Court stops eviction of Ogiek from Mau forest

When former Bungoma County Commissioner Maalim Mohamed addressed the Ogiek Community at Chepkitale in Mt Elgon on February 24, 2016. [File, Standard]

The Environment and Lands Court in Nakuru has extended orders stopping the eviction of Ogiek from the Eastern Mau region.

Justice Lynette Omollo today extended the orders issued on November 10.

This follows a petition by the Ogiek Community through its chairperson Wilson Memosi and the Kenya National Commission on Human Rights (KNHCR) challenging their eviction from the Mau Forest Complex.

The Ogiek and KNHCR named the Attorney General, the Environment and Forestry Cabinet Secretary, Kenya Forest Service, Kenya Wildlife Service, the Inspector General of Police, and the Rift Valley Regional Commissioner as respondents in the case.

“Interim conservatory orders are hereby issued suspending the ongoing evictions of the Ogiek community from the Mau Forest Complex pending hearing and determination of this application,” read the orders of the court in part.

The Environment and Lands Court in Narok on November 23, issued similar orders barring the eviction of the Ogiek after the council of elders filed a suit.

In the suit filed in Nakuru Law Courts, the Ogiek through lawyer Victor Muthoga Kamau said the government commenced the forced eviction of the Ogiek community from the East Mau complex.

The exercise affected Sasimwani and Nkereta in the Maasai Mau Trust Land Forest.

They said the evictions were causing a humanitarian crisis.

The community argued that the evictions are against the May 26, 2017, African Court on Human and Peoples’ Rights decision which found that the Mau Forest Complex is the ancestral land of the Ogiek.

They submitted that the forceful evictions of the Ogiek from their ancestral land violated their rights to culture, religion, property, natural resources, development, and freedom from non-discrimination. 

In the judgment, the regional court affirmed that the Kenya Government, being responsible for the violation of the rights of the Ogiek, bore the responsibility for rectifying the consequences of its wrongful acts.

The court found that the government’s failure to recognize the Ogiek’s status as a distinct tribe, as afforded to other similar groups, denied them the rights available to other tribes, and thus amounted to discrimination. 

The court declared that the Ogiek had a communal right to their ancestral land and their expulsion from their ancestral land against their will and without prior consultation violated their property rights guaranteed by the African Charter on Human and Peoples’ Rights.

The Ogiek claim that despite the progressive and landmark judgment in their favour, the government is yet to implement even one order of the African Court on Human and Peoples’ Rights. 

“Instead, they have acted in blatant contempt of the court’s orders by issuing threats against the Ogiek in the Mau Forest Complex and actual eviction against the Ogiek living in Sasimwani and Nkereta areas within Maasai Mau Trust Land with threats to the East Mau Complex,” read the petition.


WHAT IS REQUIRED
Every line containing "CROP" should be identified and copied from the data below.

Dataset rows about figures:
┄┄┄┄┄┄┄┄┄┄
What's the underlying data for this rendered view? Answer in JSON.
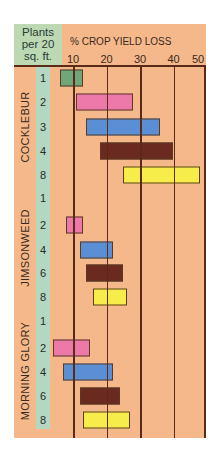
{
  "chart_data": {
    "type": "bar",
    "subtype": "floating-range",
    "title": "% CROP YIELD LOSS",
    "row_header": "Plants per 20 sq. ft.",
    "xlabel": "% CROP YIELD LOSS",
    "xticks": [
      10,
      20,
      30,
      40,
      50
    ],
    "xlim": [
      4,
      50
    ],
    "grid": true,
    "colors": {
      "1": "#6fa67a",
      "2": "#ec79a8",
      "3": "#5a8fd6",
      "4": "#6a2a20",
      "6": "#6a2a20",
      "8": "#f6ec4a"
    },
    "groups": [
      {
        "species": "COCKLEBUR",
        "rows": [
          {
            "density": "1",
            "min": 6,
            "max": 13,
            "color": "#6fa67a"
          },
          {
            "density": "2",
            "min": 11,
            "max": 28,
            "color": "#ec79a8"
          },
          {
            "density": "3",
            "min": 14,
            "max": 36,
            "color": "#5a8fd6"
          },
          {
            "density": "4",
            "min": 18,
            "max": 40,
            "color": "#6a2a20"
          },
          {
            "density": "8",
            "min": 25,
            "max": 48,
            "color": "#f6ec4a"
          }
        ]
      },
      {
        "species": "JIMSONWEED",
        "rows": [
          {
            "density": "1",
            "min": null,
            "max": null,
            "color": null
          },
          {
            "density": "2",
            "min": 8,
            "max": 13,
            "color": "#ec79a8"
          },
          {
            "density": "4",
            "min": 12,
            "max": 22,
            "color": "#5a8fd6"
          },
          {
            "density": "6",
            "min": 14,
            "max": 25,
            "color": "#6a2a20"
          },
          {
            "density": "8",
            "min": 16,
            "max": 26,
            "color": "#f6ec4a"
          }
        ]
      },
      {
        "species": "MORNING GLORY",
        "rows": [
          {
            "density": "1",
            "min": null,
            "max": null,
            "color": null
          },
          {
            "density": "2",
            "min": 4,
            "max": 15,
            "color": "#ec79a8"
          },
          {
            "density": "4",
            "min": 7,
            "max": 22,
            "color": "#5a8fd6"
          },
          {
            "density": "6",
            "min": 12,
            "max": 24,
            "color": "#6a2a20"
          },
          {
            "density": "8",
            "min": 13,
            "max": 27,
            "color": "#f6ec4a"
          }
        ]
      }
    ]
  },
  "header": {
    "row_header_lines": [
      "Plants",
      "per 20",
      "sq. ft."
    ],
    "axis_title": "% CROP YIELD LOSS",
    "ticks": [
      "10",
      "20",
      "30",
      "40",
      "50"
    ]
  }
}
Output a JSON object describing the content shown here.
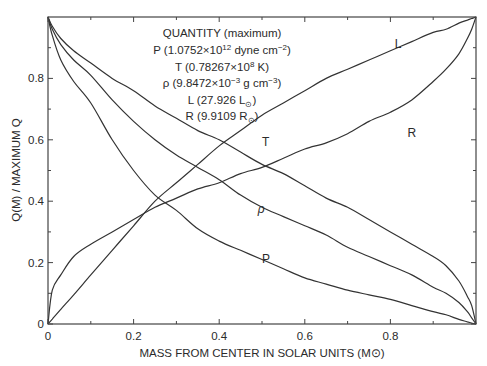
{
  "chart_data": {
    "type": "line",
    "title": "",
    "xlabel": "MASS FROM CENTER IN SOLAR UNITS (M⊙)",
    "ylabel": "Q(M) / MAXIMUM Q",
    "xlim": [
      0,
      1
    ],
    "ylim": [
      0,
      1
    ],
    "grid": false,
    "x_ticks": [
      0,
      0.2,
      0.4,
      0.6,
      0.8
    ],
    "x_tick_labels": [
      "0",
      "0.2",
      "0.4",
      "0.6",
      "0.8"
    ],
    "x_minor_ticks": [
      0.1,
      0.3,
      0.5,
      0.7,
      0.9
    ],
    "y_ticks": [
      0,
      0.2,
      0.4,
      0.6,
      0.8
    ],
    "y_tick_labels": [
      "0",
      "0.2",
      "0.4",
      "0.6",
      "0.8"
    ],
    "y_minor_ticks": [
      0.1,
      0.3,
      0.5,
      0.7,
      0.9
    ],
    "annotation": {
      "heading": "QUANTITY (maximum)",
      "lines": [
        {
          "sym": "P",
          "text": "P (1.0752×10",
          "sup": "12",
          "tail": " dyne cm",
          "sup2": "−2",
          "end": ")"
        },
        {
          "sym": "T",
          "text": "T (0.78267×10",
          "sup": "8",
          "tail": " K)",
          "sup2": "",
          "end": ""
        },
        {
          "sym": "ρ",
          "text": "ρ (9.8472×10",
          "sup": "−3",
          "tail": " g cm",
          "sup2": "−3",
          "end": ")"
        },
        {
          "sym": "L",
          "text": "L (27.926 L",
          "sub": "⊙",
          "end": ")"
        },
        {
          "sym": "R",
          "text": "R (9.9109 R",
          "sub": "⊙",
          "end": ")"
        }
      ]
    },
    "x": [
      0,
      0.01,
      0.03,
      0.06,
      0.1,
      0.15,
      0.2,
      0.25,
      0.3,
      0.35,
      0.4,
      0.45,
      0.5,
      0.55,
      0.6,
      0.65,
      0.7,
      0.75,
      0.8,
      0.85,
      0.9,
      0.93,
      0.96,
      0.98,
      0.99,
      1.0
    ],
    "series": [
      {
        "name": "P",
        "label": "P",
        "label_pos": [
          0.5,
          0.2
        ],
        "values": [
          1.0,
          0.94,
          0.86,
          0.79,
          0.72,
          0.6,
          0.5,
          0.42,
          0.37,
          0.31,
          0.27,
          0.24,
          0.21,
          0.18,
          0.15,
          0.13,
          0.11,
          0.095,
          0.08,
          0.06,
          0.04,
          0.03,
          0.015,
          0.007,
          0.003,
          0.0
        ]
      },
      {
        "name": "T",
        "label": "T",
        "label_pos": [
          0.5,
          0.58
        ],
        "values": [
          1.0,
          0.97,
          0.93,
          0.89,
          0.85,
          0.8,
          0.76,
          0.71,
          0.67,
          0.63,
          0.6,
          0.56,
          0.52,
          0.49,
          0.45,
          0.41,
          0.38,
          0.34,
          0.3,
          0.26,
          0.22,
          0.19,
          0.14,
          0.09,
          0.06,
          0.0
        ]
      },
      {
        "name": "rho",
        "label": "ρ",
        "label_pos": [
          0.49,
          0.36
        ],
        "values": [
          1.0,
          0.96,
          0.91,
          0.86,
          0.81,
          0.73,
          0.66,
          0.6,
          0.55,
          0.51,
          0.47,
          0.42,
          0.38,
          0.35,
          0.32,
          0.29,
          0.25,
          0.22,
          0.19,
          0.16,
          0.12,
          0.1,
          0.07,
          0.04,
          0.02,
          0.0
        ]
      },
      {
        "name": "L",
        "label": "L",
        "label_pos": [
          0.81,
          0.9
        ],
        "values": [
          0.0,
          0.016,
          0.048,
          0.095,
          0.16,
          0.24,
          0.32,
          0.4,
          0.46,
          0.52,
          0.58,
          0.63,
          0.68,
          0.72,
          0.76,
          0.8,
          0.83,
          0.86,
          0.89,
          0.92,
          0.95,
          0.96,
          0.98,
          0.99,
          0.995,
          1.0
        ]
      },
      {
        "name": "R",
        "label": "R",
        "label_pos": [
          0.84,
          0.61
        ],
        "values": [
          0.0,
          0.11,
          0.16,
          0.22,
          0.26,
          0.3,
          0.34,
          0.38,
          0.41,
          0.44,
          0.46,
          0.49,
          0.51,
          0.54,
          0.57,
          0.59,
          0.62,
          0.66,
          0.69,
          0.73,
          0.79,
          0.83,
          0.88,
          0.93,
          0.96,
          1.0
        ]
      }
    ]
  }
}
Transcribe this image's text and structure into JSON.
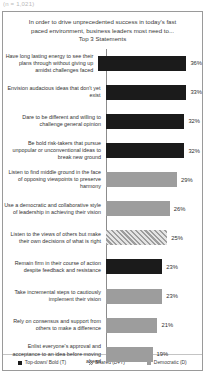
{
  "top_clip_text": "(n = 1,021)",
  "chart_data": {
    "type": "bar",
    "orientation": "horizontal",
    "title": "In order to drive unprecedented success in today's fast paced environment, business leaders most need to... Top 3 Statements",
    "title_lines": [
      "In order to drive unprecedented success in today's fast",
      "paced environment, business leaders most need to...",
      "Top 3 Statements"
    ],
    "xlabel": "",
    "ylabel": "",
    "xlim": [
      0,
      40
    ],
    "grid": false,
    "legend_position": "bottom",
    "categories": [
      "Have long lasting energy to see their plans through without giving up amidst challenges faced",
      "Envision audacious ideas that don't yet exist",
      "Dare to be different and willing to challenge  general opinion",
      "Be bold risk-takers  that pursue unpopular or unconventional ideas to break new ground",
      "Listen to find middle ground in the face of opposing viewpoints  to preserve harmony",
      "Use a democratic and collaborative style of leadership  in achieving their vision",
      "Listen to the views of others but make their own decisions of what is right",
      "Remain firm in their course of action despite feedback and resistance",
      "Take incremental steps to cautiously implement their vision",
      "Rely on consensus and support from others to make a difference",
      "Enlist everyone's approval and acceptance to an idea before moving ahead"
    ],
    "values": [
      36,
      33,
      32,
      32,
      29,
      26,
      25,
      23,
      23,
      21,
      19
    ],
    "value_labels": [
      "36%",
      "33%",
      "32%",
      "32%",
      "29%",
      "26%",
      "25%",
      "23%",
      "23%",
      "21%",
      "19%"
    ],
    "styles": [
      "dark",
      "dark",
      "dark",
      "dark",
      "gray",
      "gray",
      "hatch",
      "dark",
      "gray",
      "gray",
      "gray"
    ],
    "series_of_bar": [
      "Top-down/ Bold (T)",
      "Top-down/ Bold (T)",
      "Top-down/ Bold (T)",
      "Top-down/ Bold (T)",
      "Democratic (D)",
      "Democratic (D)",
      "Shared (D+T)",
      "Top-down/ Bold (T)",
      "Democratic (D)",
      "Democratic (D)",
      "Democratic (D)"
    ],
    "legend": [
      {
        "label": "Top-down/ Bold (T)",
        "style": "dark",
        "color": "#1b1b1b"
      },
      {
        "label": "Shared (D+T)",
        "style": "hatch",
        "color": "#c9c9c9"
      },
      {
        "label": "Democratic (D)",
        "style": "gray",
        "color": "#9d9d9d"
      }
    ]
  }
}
┄┄┄┄┄┄┄┄┄┄
EXERCISE OUTPUT
    "title": "% CROP YIELD LOSS",
    "xlabel": "% CROP YIELD LOSS",
    "axis_title": "% CROP YIELD LOSS",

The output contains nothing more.